Different Types Of Diversification
There ae a number of different types of diversification, the main goals being to reduce risk, increase revenue, access new markets, and utilise competencies across different business units. There are four main types of diversification: concentric, horizontal, vertical, and conglomerate. Each has its own rationale and associated risks and rewards.
Concentric diversification involves expanding into product and service offerings that are closely related to the company’s current offerings. For example, a soft drink manufacturer launching a bottled water brand leverages similar production and distribution capabilities. The key benefit is the ability to utilise existing competencies in the new business area. However, significant differences in marketing, competitive dynamics, and other factors can still make concentric diversification challenging. Simply having production similarities does not guarantee success in the new market.
Horizontal diversification refers to entering a new business area that serves the same customer base, but with an unrelated offering. Supermarkets providing an ever-expanding range of products from groceries to clothing demonstrate this strategy. It allows companies to leverage their existing customer relationships and distribution channels to cross-sell new products. However, it also requires developing expertise in very different product areas, which increases risk and complexity. Just because a customer shops at a store does not mean they will purchase unrelated products from the same retailer.
Vertical diversification includes forward and backward integration along the supply chain. For example, an automobile manufacturer may acquire a steel manufacturer to control inputs or a dealership network to control distribution. This can allow for lower costs, improved coordination, and greater differentiation. However, it also concentrates exposure within a single supply chain, loses benefits of specialisation, and requires learning very different businesses. Owning the entire chain is not always optimal.
Finally, conglomerate diversification involves expanding into completely unrelated businesses to spread and mitigate risk. Many investors actually oppose this level of diversification at the company level, as they can achieve diversification themselves across stocks. Conglomerates also rarely have any synergies across business units, instead operating largely as financial holding entities. There are few competencies to leverage, so the businesses must largely stand alone.
In considering diversification, companies must weigh carefully the risks and rewards. Expanding into unfamiliar areas introduces many new risks that could destabilise existing operations. Companies lose focus, spread themselves too thin, take on excessive debt, and find they have no particular advantage in the new market. Resources should play a role – are there sufficient financial, physical, and human resources to support diversification? Strong leadership and clarity around the rationale and execution plan are also critical. Setting expectations on costs, timeline, growth rates, and financial returns is important.
However, when done thoughtfully and strategically, diversification can substantially benefit companies and investors. It allows companies to expand revenue opportunities and mitigate reliance on any single product, market, or industry. Cyclical industries in particular may pursue diversification to smooth earnings over economic cycles. For investors, diversification reduces portfolio volatility and concentration risk. Overall, diversification tends to reduce risks more than maximise returns, as diversion from specialisation comes at a cost. Companies must find the right balance for their situation and objectives.
Diversification has been used successfully by many prominent corporations to grow profits while managing business risks. However, haphazard diversification without a strategic rationale or adequate commitment of resources is unlikely to pay off. Companies must carefully weigh costs and benefits as the strategy substantially increases complexity. With thoughtful planning and disciplined execution, diversification can meet objectives around risk management, revenue growth, market expansion and use of competencies. But it is not automatically the right choice for every company in every circumstance. Ultimately diversification must align with stated goals and be carefully shepherded to realise expected gains.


Exercise instructions:
Images stay out; everything else in the records is to be set down exactly.

Records to process:
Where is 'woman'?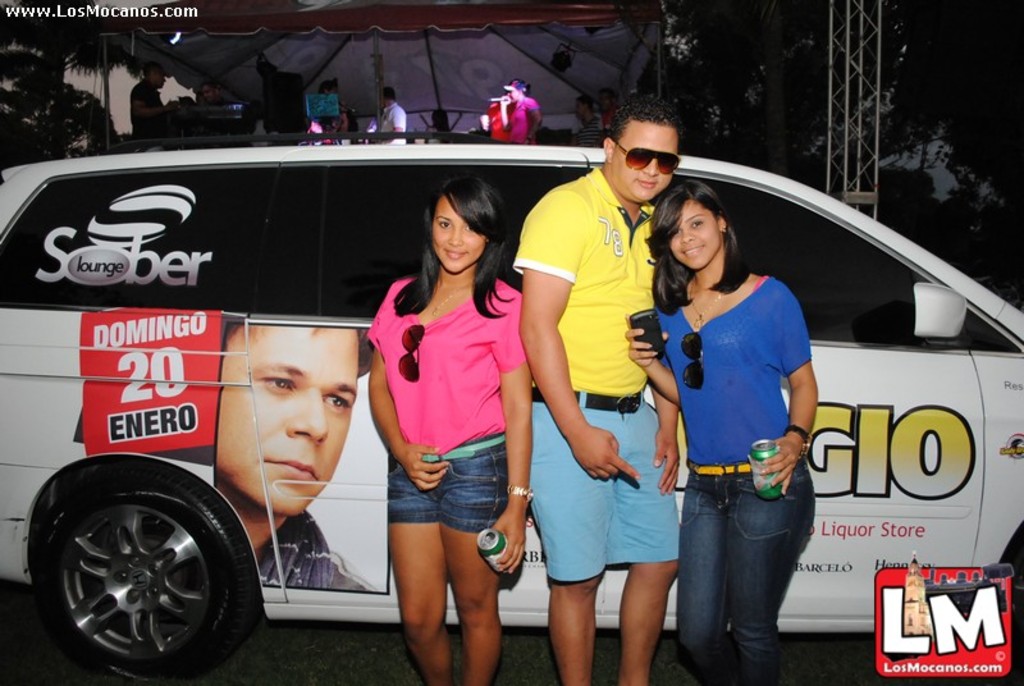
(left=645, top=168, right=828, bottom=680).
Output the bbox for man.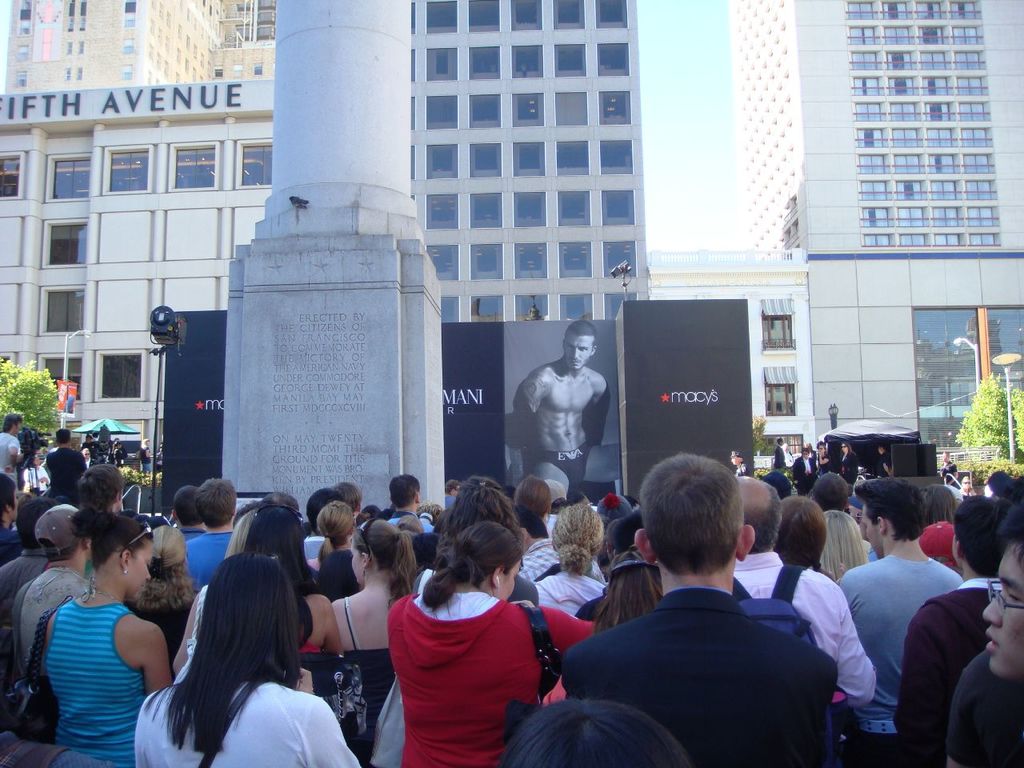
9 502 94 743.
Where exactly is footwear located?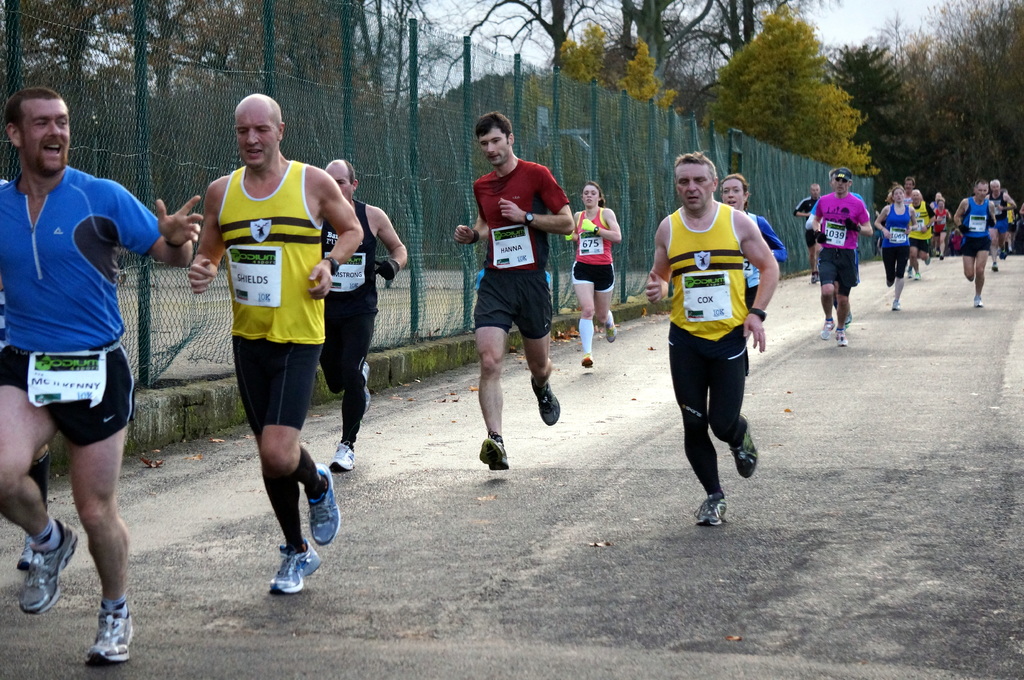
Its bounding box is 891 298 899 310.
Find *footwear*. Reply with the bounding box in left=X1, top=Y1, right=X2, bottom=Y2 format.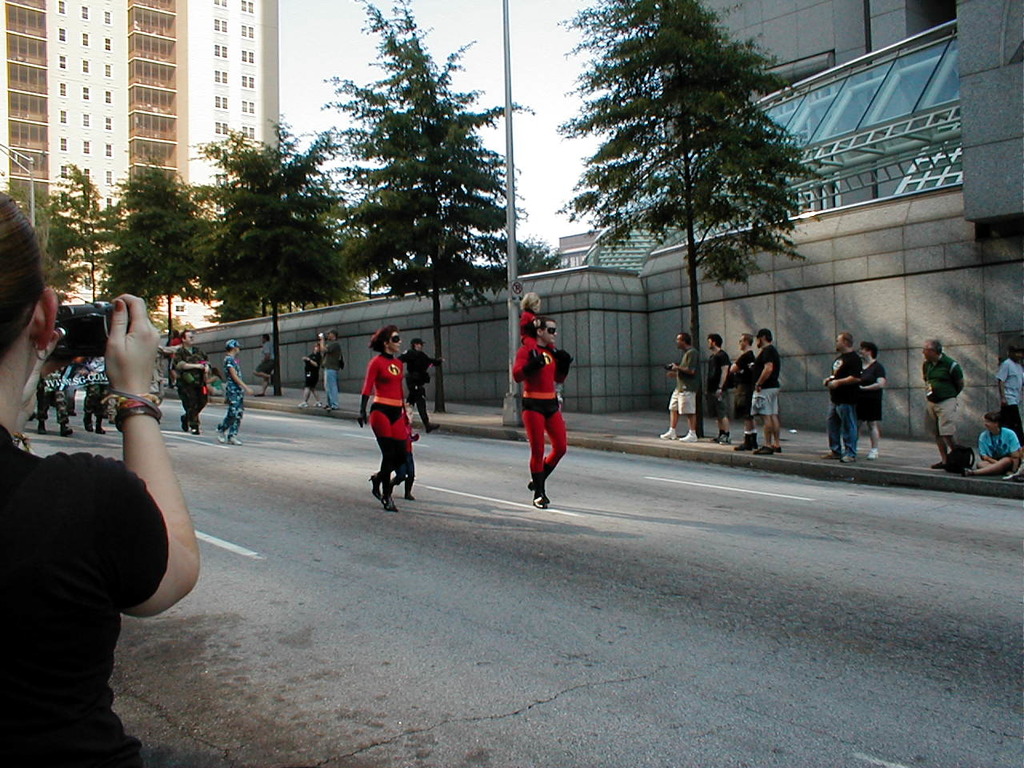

Answer section:
Where is 'woman'?
(left=645, top=168, right=828, bottom=680).
Output the bbox for man.
9 502 94 743.
Where exactly is footwear located?
Its bounding box is 891 298 899 310.
Find *footwear*. Reply with the bounding box in left=X1, top=Y1, right=X2, bottom=Y2 format.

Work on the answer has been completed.